Why move beyond points?
Point-based grading treats the classroom like a bank: students earn currency for right answers and lose currency for mistakes. That system is familiar, but it often measures compliance and averaging more than whether students actually learned the ideas you care about.
Proficiency-based grading (standards-based grading) shifts the question from “How many points did you collect?” to “What does this work show about your understanding of each objective?”
Two students, same letter grade
Imagine two students who both finish the term with a B.
- One student knew the material early and coasted on partial-credit homework.
- Another student struggled, revised work after feedback, and ended up demonstrating strong understanding on the objectives that matter most.
A traditional average can hide that difference. Proficiency-based grading makes the portfolio of evidence visible: which objectives are met, which are still developing, and how revision changed the picture.

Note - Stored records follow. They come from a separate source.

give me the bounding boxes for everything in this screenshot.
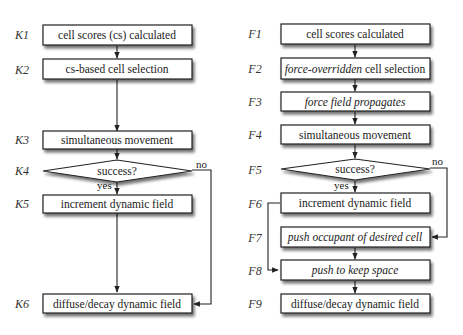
step-id-k4: K4 xyxy=(14,164,29,178)
connector-k4-no-k6 xyxy=(192,170,211,304)
step-id-f5: F5 xyxy=(247,163,261,177)
f6-text: increment dynamic field xyxy=(299,197,412,210)
right-flowchart: cell scores calculated force-overridden … xyxy=(247,24,447,313)
f3-text: force field propagates xyxy=(305,96,406,109)
step-id-f4: F4 xyxy=(247,128,261,142)
k1-text: cell scores (cs) calculated xyxy=(58,29,176,42)
f2-text: force-overridden cell selection xyxy=(285,63,426,76)
k6-text: diffuse/decay dynamic field xyxy=(53,298,181,311)
step-id-k3: K3 xyxy=(14,133,29,147)
f7-text: push occupant of desired cell xyxy=(287,231,422,244)
step-id-f3: F3 xyxy=(247,95,261,109)
step-id-f6: F6 xyxy=(247,197,261,211)
f8-text: push to keep space xyxy=(311,264,399,277)
f9-text: diffuse/decay dynamic field xyxy=(291,298,419,311)
step-id-f1: F1 xyxy=(247,27,261,41)
k4-no-label: no xyxy=(196,158,208,170)
step-id-k6: K6 xyxy=(14,297,29,311)
f4-text: simultaneous movement xyxy=(299,129,412,141)
f5-yes-label: yes xyxy=(334,179,349,191)
step-id-f2: F2 xyxy=(247,62,261,76)
k2-text: cs-based cell selection xyxy=(66,63,169,75)
left-flowchart: cell scores (cs) calculated cs-based cel… xyxy=(14,25,211,313)
step-id-k5: K5 xyxy=(14,197,29,211)
step-id-f7: F7 xyxy=(247,231,262,245)
k5-text: increment dynamic field xyxy=(61,198,174,211)
connector-f5-no-f7 xyxy=(430,168,447,237)
k3-text: simultaneous movement xyxy=(61,134,174,146)
f2-text-italic: force-overridden xyxy=(285,63,363,76)
step-id-k1: K1 xyxy=(14,28,29,42)
step-id-f8: F8 xyxy=(247,264,261,278)
k4-text: success? xyxy=(97,165,137,177)
connector-f6-f8 xyxy=(268,203,280,270)
step-id-k2: K2 xyxy=(14,63,29,77)
f1-text: cell scores calculated xyxy=(306,28,404,40)
flowchart-canvas: cell scores (cs) calculated cs-based cel… xyxy=(0,0,463,335)
f2-text-rest: cell selection xyxy=(362,63,425,75)
f5-no-label: no xyxy=(432,155,444,167)
k4-yes-label: yes xyxy=(97,179,112,191)
f5-text: success? xyxy=(335,163,375,175)
step-id-f9: F9 xyxy=(247,297,261,311)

Points encourage a fixed mindset
When every error is a permanent tax, students learn to hide struggle. They avoid hard problems, skip revision, and chase partial credit instead of clarity.
Proficiency-based grading pairs better with a growth mindset:
- Early work can be Not Yet without being a moral failure.
- Feedback describes what evidence is missing and what improvement would look like.
- Resubmission lets the grade reflect best demonstrated work, not worst first attempt.
That does not mean “participation trophies for effort alone.” It means effort is directed toward meeting objectives, with clear levels so students know what “better” means.
Equity and clarity
Point systems reward students who already know how to “play school”: formatting, rubric decoding, and guessing what the grader wants. Students who are still learning the discipline—or who face more life disruption—pay a higher price for every misstep.
Proficiency levels tied to objectives make expectations easier to explain:
- Here is what “Satisfactory” looks like for this objective.
- Here is what would move this submission to the next level.
- Here is how your overall distinction is calculated from benchmarks you can see.
What changes in TeachFront
TeachFront is built around objectives, proficiency scales, benchmark-based grade calculations, and revision-friendly workflows. You still can report letter grades when your institution requires them—but the conversation with students stays anchored in evidence, not point chasing.